The Stitchdoctor tilted his head, puzzled. “But I have--”
“-- Poor balance, yeah, I know.” Daerth dropped the topic, too much in pain to want to argue.
They continued along more cautiously after that, testing the floor and eyeing the ceiling suspiciously. The corridor, still damp dirt and roots, ended in a dark, heavy wooden door. There was no lock or latch, but several thick planks keeping it barred shut.
“Daerth, you stay back and out of the way until we make sure it's safe,” ordered Eany confidently. “Kwanai, by the Circle, stop being difficult and try to be a help, or I will get cross at you.”
Kwanai just chuckled his low, weird chuckle and ignored her subsequent glare.
The door opened, not into a room, but into a steeply sloped tunnel. The roots quickly ended and the dirt around them became rockier as they descended, and the smell began to turn from moldering soil to a more intense kind of rotting-vegetation smell. And something else decaying.
“We draw near,” Kwanai murmured with a hint of dark glee. “Can you hear them again?”
The question inspired a unanimous pause. The same distant clattering they had heard above was back again, softer and slower and yet also somehow closer.
“I don't like it,” muttered Daerth. “That isn't a natural sound...”
Eany tightened her grip on her sword hilt. “There is no point in turning back now.”
The tunnel walls dove straight down into the rock, leaving all soil and growth behind.
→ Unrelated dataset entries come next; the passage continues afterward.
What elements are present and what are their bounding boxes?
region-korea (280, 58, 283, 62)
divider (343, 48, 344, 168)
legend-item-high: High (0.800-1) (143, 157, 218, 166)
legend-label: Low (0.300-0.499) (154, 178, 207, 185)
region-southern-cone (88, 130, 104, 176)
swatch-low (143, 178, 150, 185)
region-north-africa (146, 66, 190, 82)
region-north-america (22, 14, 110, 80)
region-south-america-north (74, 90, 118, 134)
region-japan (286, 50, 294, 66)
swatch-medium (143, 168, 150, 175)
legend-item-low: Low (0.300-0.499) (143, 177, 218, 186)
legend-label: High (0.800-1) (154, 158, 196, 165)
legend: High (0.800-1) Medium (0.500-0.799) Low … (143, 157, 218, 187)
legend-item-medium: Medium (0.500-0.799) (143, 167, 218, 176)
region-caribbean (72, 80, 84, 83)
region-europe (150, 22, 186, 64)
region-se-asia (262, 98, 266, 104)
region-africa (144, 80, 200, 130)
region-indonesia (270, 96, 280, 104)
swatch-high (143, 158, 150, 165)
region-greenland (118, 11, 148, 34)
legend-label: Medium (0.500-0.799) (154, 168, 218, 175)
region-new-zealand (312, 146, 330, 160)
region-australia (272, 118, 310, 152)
The air grew heavier and colder, and Eany wrinkled her nose at the smell as it became more obvious. Decay, Kwanai had called it, but to her it smelled simply of death.
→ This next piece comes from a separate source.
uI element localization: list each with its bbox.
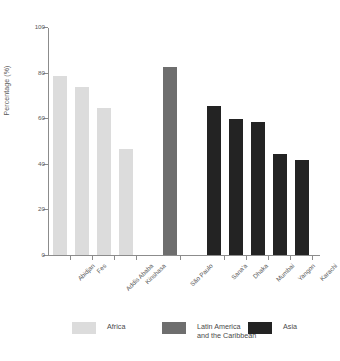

“Careful,” Metcenzerin warned, keeping his voice low and quiet to avoid echoes. “The floor is getting rough here.”
“And not just the floor.” Eany ducked under a low-hanging rock from the uneven roof. With every step, their torchlight fell on rougher, more difficult terrain. The tunnel took to making apparently pointless turns and curves, and branching off into multiple paths only to come back together almost immediately.
Then Daerth made the comment, “It's like an insect tunnel.”
“Why did you have to share that horrifying thought?” asked Metcenzerin with a disgusted groan, but the thought was out there now, and the sounds from below suddenly seemed to sound a lot like hard, thin, but unnervingly large legs tapping against stone.
“They would see us coming long before we see them,” Kwanai mentioned after another long silent moment, and without further warning he snuffed out his torch. “Put out your light and let me be your eyes.”
“Not likely,” grumbled Metcenzerin, but he did glance questioningly at Eany for her thoughts. The Silver Paladin continued forward cautiously, her helmeted head thrust forward as she peered into the darkness.
Then she stopped, looked back at Metcenzerin. “He may be right,” she said, voice low and alert. “There is a faint glimmer up ahead, so we may even have some natural light to guide us.”
“Natural light in a cave?”
“Sometimes you can find light in places you'd never expect. Douse your torch.”
Reluctantly, the musician obeyed and the group was plunged into pitch blackness.